When GM Design Chief Bill Mitchell returned from the 1957 Turin Auto Show he was inspired. He had seen the Alfa Romeo 'Disco Volante' and Abarth streamliners and knew that they represented a new direction for automotive design. Given the task of designing a new Corvette, Mitchell briefed his design team to develop ideas inspired by these Italian designs.
Peter Brock, the youngest member of that team, created the sketch above (dated 22 Nov. 1957). This sketch shows the essence of what would become the new Corvette — how it was chosen as the direction for the C2 has become part of legend.
The first Corvettes produced in 1953 featured all-fiberglass bodies, an exotic new material in the ‘50s. Fiberglass offered an economical way to create the low-volume Corvette without investing in expensive sheetmetal-stamping dies.
The fiberglass body for the Red Rocket was produced by A. O. Smith in their Ionia, Michigan plant. Under a variety of names and owners, the Ionia works produced bodies, components, and vehicles for virtually all the Detroit automakers.
As the photos below show, the bodies were virtually hand-made, with more than 30 individual panels bonded together before being hand finished and sanded ready for paint. Completed bodies were shipped by train to the GM plant in St. Louis, Missouri for final assembly.
The Red Rocket was sold by Lew Williams Chevrolet in Sacramento, California — being delivered to its first owner, Lee Day, on 10 March 1965. Lee Day worked as a mechanic at Lew Williams, so I'm guessing the Corvette was well looked after in it's early years.
Lew Williams is long gone, however there is still a Chevrolet dealership on their old Fulton Avenue site.
In 1990 the Red Rocket found its way to Park Performance in Milpitas California. Park Performance was founded by Larry Park, first in his home garage and then expanding to the small shop in Milpitas, before growing to become 'California Corvettes'. Larry loved fast Corvettes, to him anything else was a “sh!tliner.”

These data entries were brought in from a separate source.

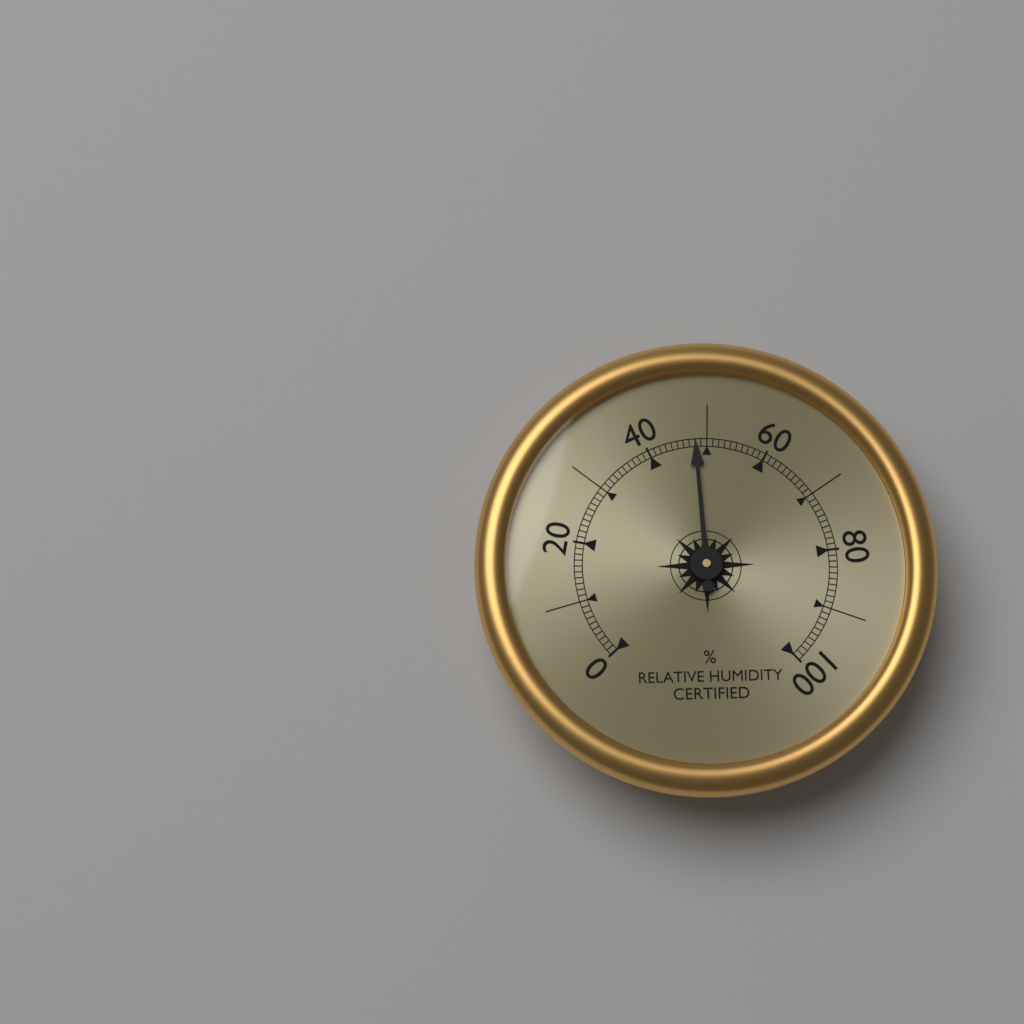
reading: 48 %
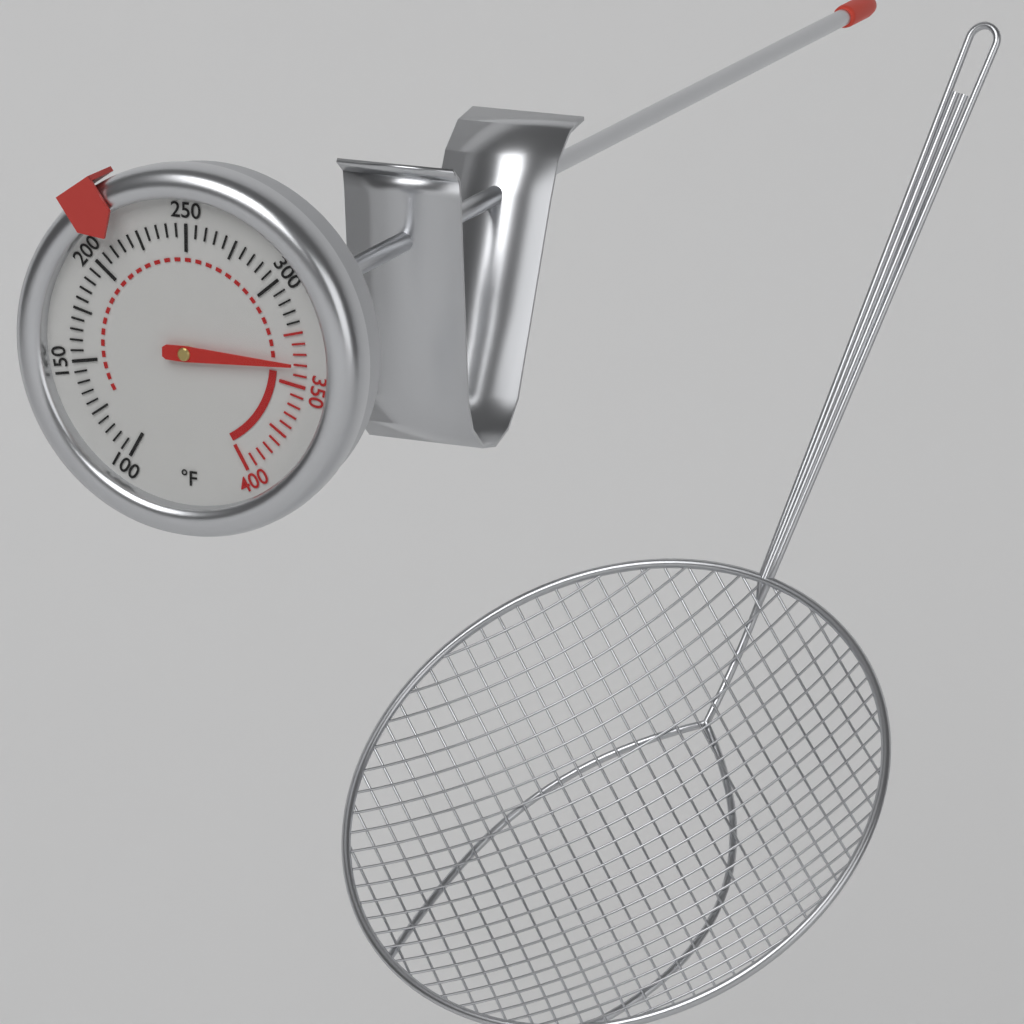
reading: 340 °F
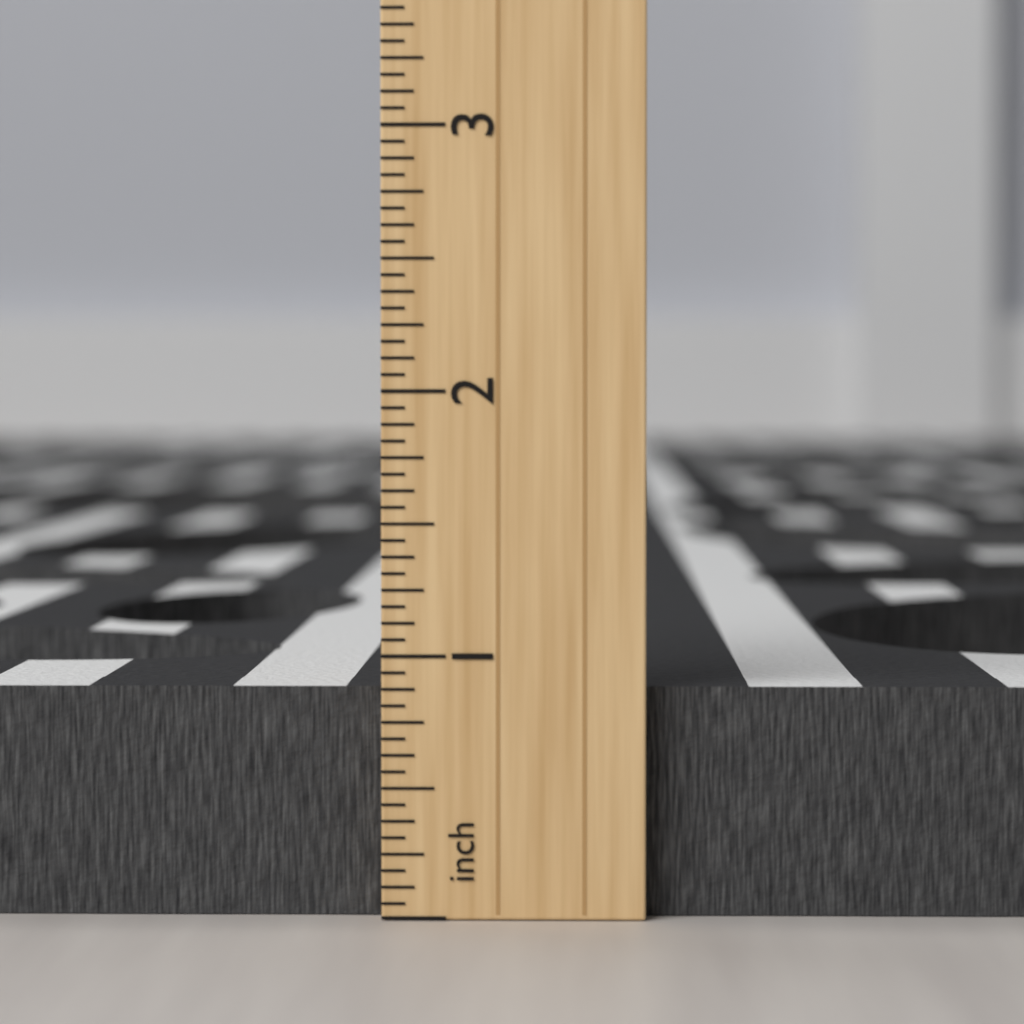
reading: 0.8750 inch
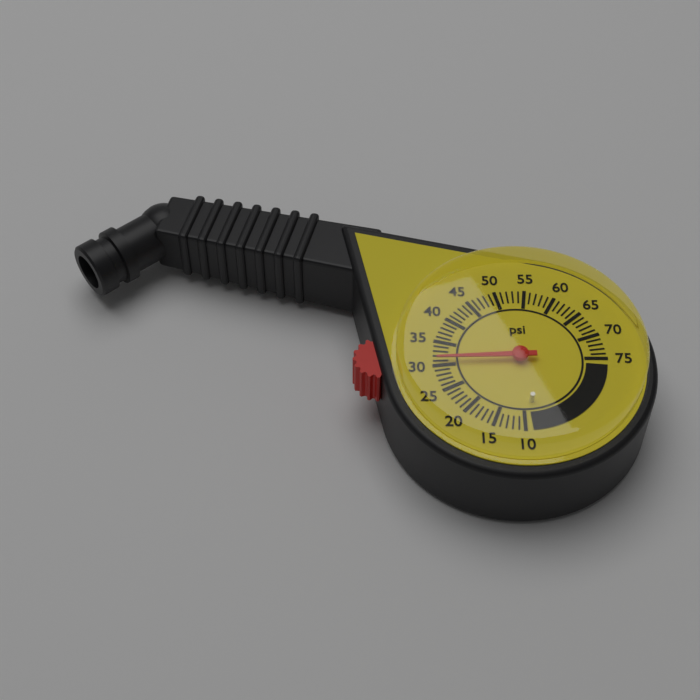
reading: 31 psi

In 1994, just 4 years after he sold the Red Rocket, Larry was shot dead by his wife in his office on the California Corvettes lot.

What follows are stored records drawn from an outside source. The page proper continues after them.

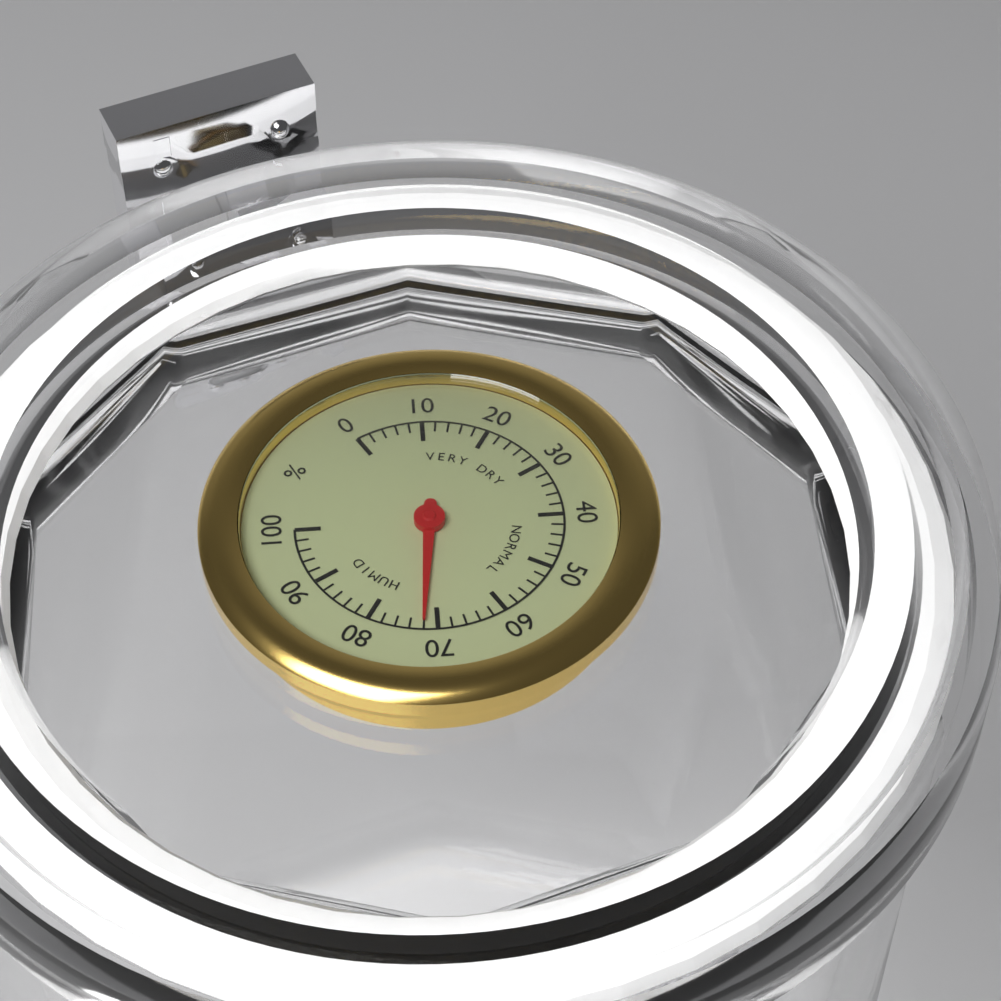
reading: 72 %
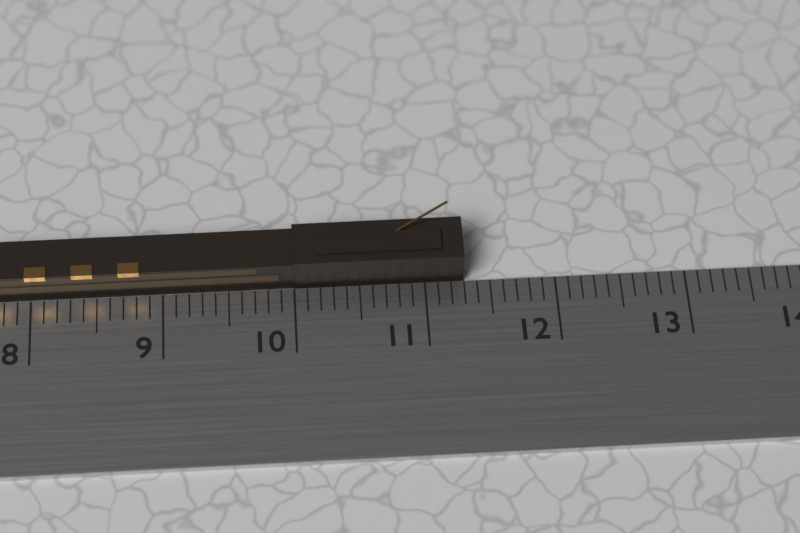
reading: 11.3 cm
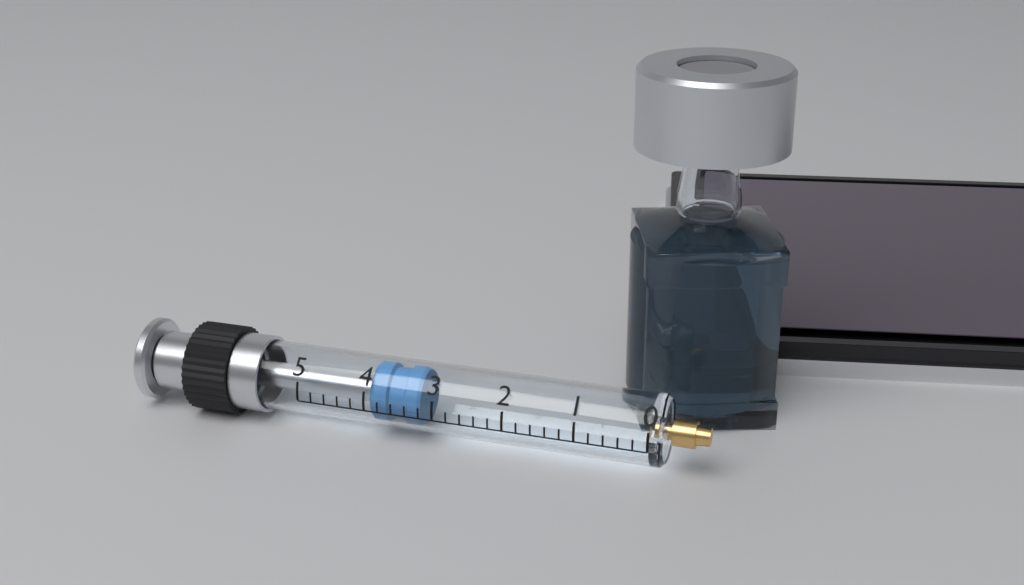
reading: 3.2 (no unit)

Many of the current Corvette autocross cars running today began as a Park Performance or California Corvettes-built car.
This article from the January 1965 issue of Car and Driver magazine provides a fascinating insight in to how the revised '65 Sting Ray was received at the time.
So much has been written about the car since, but the impressions of the writers from the day reveal that the Corvette was regarded as a true competitor for the best sports cars of the period — including the Aston Martin DB-5 and the Ferrari 250/GT.
The Corvette has always been (and, with the C8, continues to be) a performance bargain.